The man, dressed in a neoprene suit and swimmer, allegedly swam in South Korea in the early hours of February 16, but avoided capture for more than six hours, according to Yonhap news agency.
After reaching the South Korean coast via the East Sea, he allegedly crawled through a drainage tunnel inside the demilitarized zone (DMZ), hid his suit of moisture and flippers, and walked, undetected, by -along a road of about 5 km.
He was detained after a guard saw him through a CCTV camera and alerted his superiors.
When the manhunt began, the man had been picked up five times by surveillance cameras along the coast. Alarms sounded twice, but the soldiers did not notice the warnings and did not take any action.
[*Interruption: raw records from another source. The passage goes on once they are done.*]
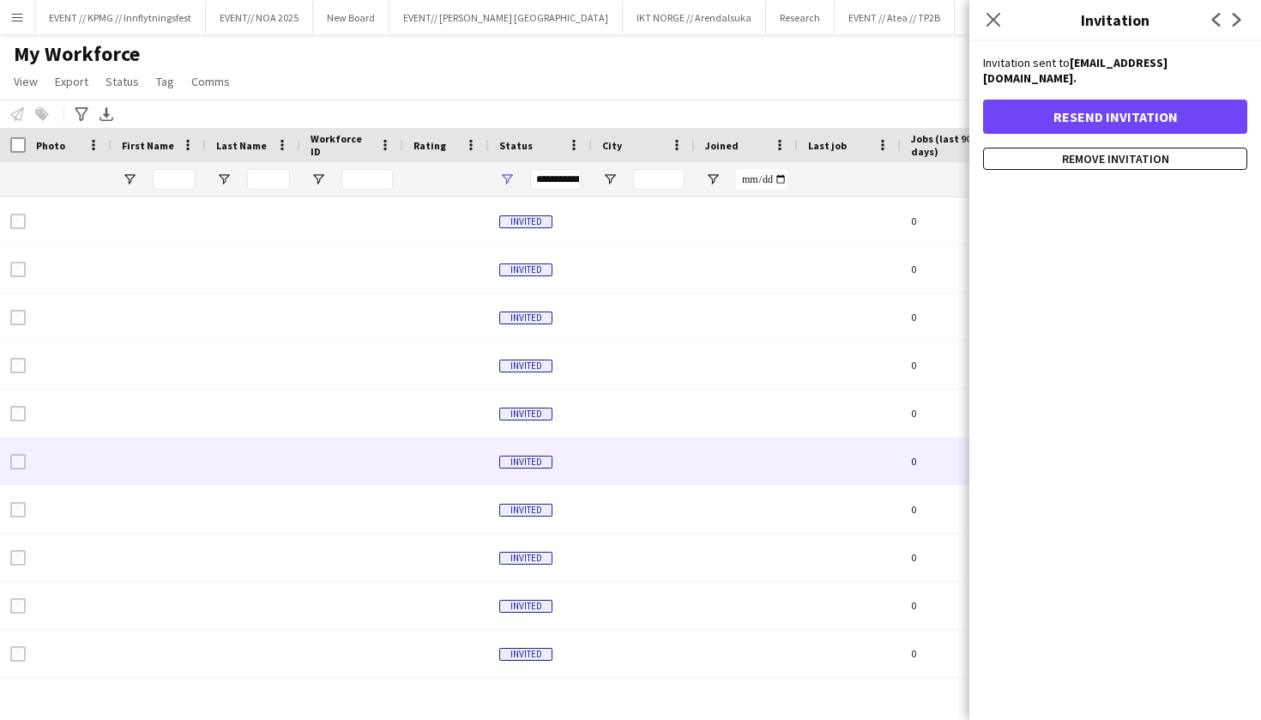  What do you see at coordinates (106, 114) in the screenshot?
I see `app-action-btn: Export XLSX` at bounding box center [106, 114].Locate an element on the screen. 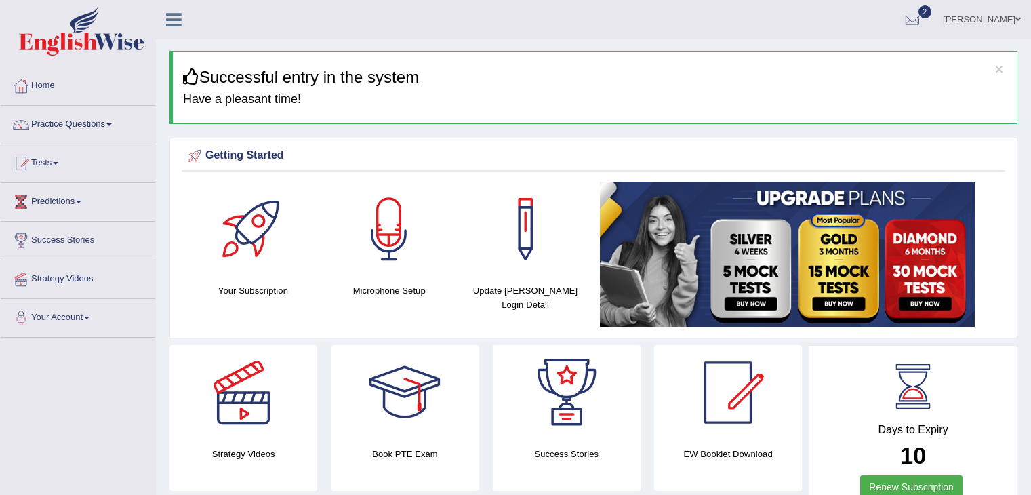  h4: Strategy Videos is located at coordinates (243, 454).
He was able to continue his journey after three fence chambers near a front-line military post failed to set off an alarm.
“The duty officers on duty did not follow the proper procedures and failed to detect the unidentified man,” said a chief of staff official. [JCS] said Yonhap.
An investigation into the incident found that a guard in charge of coastal surveillance equipment was addressing a computer problem and dismissed the alarms as technical errors, while a second military guard had been distracted by a telephone.
The military’s embarrassment worsened when it appeared that he did not even know about the drainage tunnel through which the escapee passed during his flight from North Korea.
The man, who said he wanted to break down, made the dangerous journey into the depths of winter, raising questions about how he survived so long in the icy waters. JCS said he wore a lined jacket inside his suit, adding that the tides would have worked in his favor.
Officials declined to give his name, describing him only as a 20-year-old fisherman. Reports said he may have tried to surrender to South Korean civilians, fearing border police would immediately force him to return to the north.
The South Korean military is already facing criticism over security breaches after a North Korean civilian avoided capture for hours after crossing barbed wire fences in November last year.
He was detained after surveillance equipment saw him near the town of Goseong, at the eastern end of the DMZ, a 248 km (155 mile) long strip of land strewn with me that separated the two Koreas from the end 1950-53. war.
In 2019, four North Koreans crossed the undetected maritime border in a wooden boat before reaching a port on the east coast of South Korea.
Only a handful of the 31,000 North Koreans who crossed to the south did so through the heavily guarded DMZ. The vast majority escape through North Korea’s long border with China and reach the south through a third country, often Thailand.